Data shown:
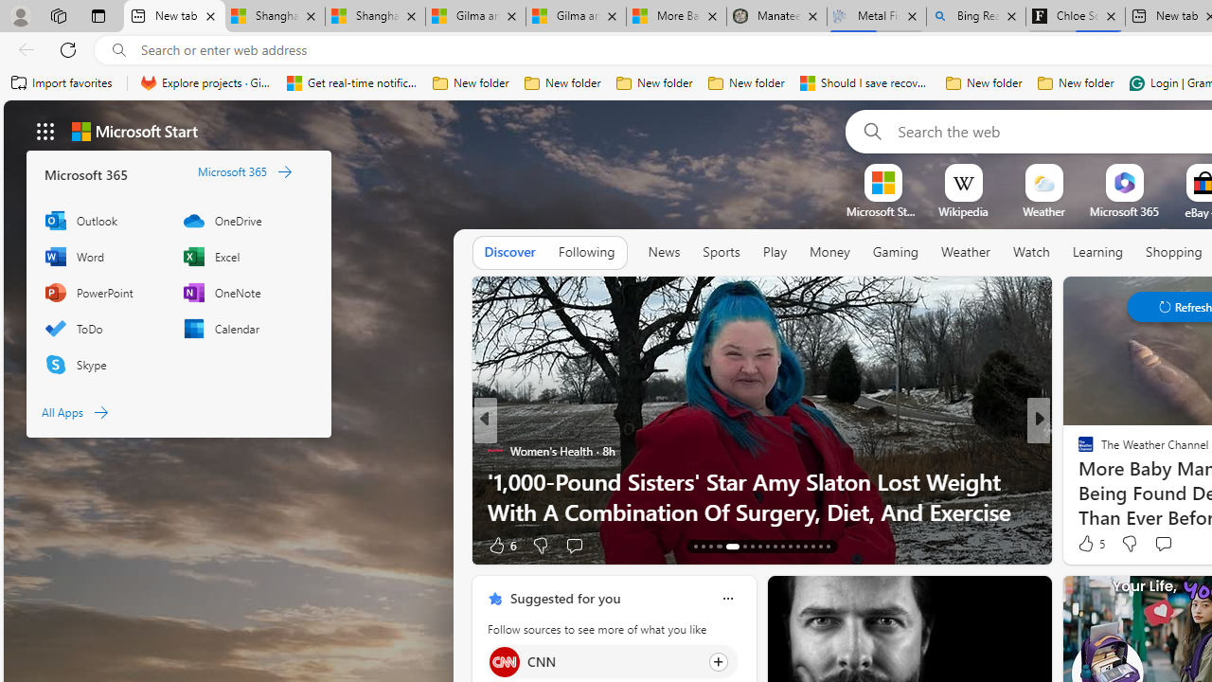  What do you see at coordinates (703, 546) in the screenshot?
I see `AutomationID: tab-14` at bounding box center [703, 546].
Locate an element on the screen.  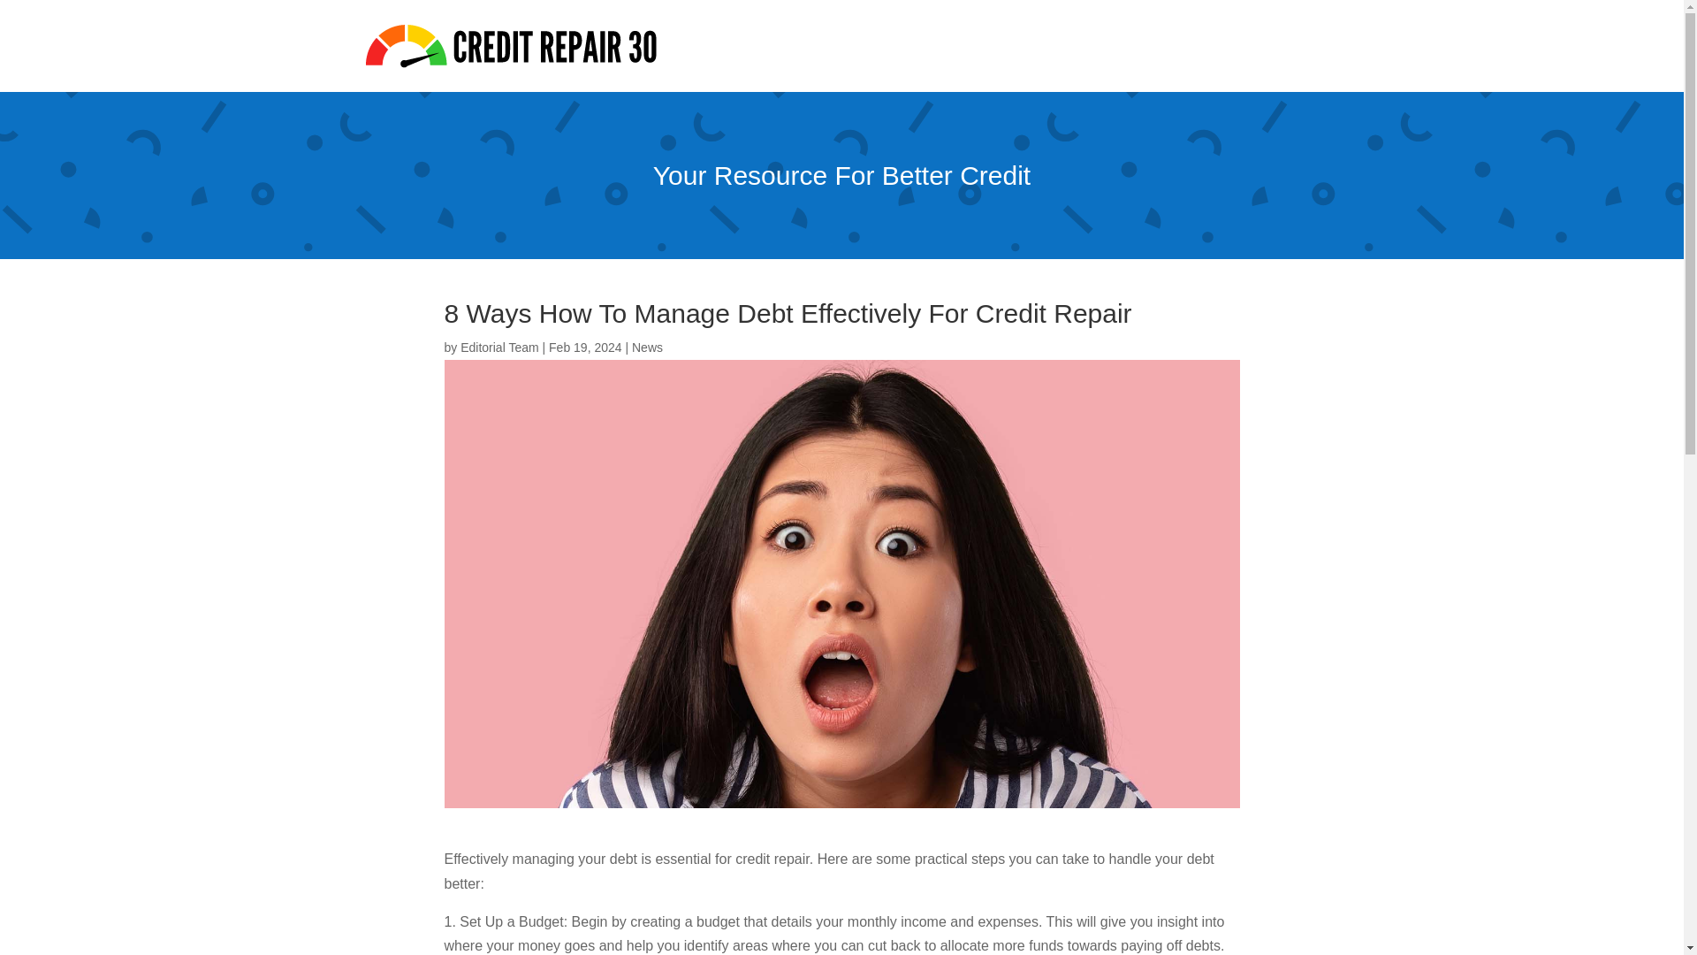
Editorial Team is located at coordinates (498, 346).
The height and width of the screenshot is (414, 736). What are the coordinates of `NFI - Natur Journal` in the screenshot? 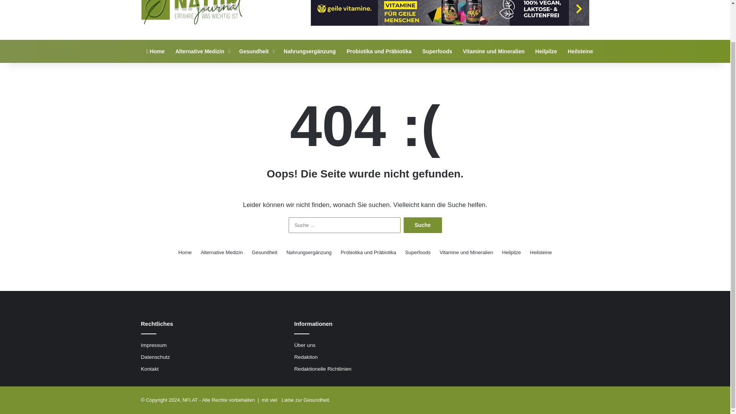 It's located at (192, 12).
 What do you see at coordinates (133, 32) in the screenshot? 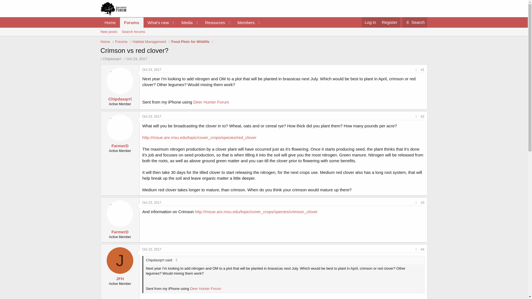
I see `Home` at bounding box center [133, 32].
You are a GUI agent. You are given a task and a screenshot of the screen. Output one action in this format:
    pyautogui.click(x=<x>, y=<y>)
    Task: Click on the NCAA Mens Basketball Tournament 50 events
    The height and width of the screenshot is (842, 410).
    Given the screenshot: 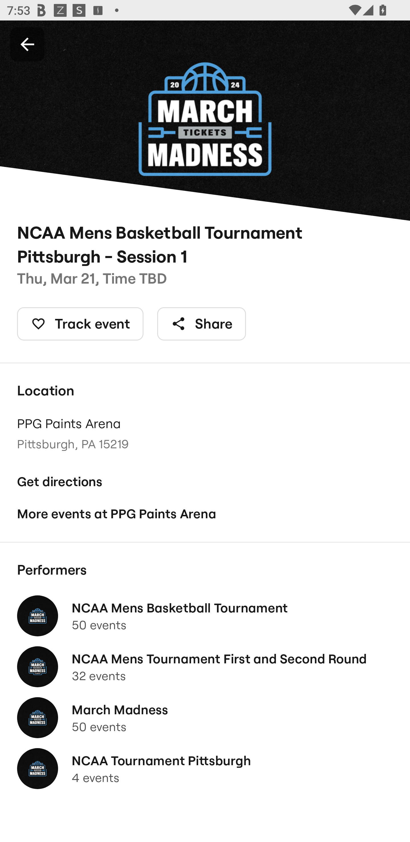 What is the action you would take?
    pyautogui.click(x=205, y=615)
    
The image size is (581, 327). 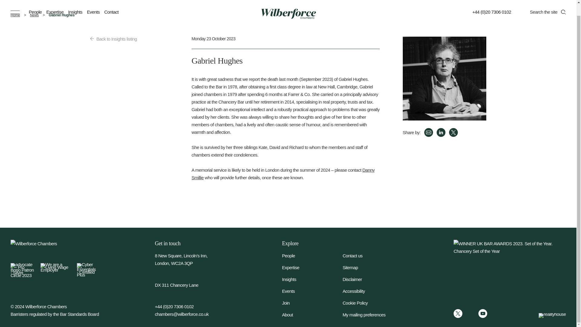 What do you see at coordinates (453, 132) in the screenshot?
I see `X` at bounding box center [453, 132].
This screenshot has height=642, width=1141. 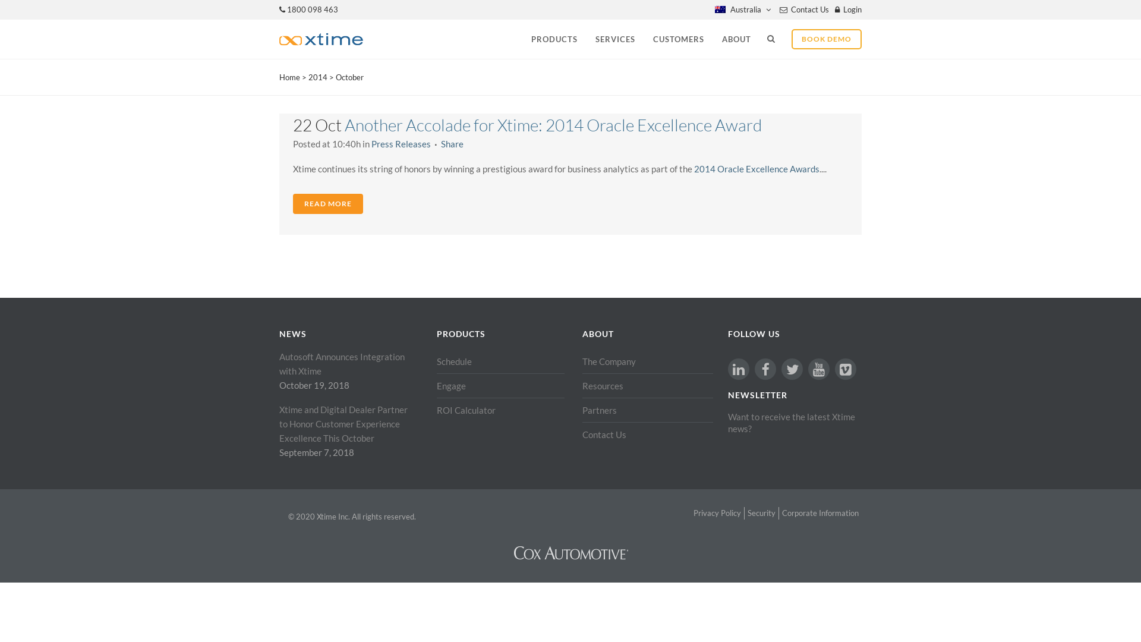 I want to click on Security, so click(x=761, y=513).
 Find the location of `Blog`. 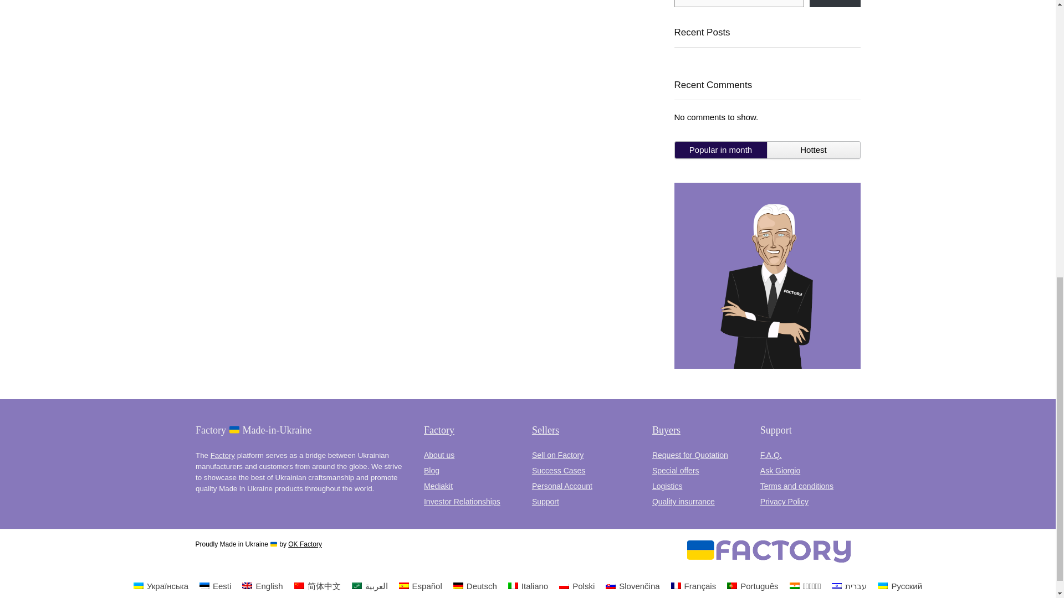

Blog is located at coordinates (431, 471).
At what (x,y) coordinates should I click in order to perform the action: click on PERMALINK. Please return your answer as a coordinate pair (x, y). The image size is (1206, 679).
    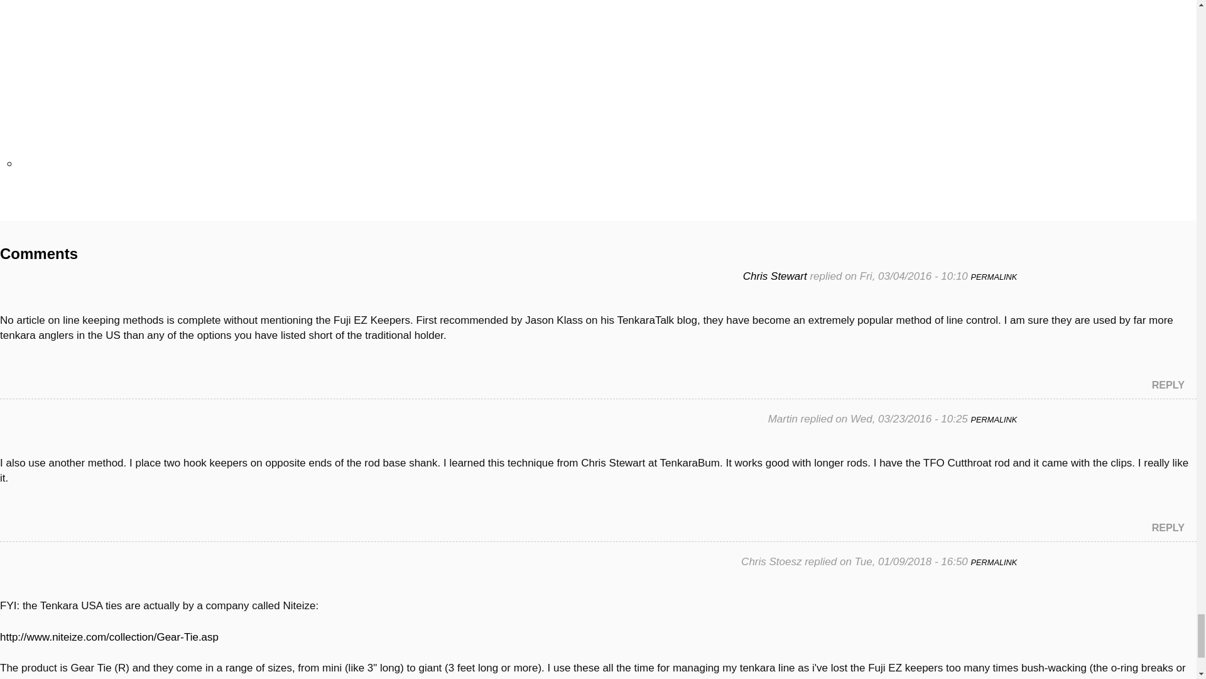
    Looking at the image, I should click on (994, 276).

Directions for this task:
One stretch of the lines above is wanted, from the line that contains "You are a GUI" through the line that contains "The height and width of the screenshot is (842, 410).". Output it exactly.

Result of this exercise:
You are a GUI agent. You are given a task and a screenshot of the screen. Output one action in this format:
    pyautogui.click(x=<x>, y=<y>)
    Task: Click on the NCAA Mens Basketball Tournament 50 events
    The height and width of the screenshot is (842, 410).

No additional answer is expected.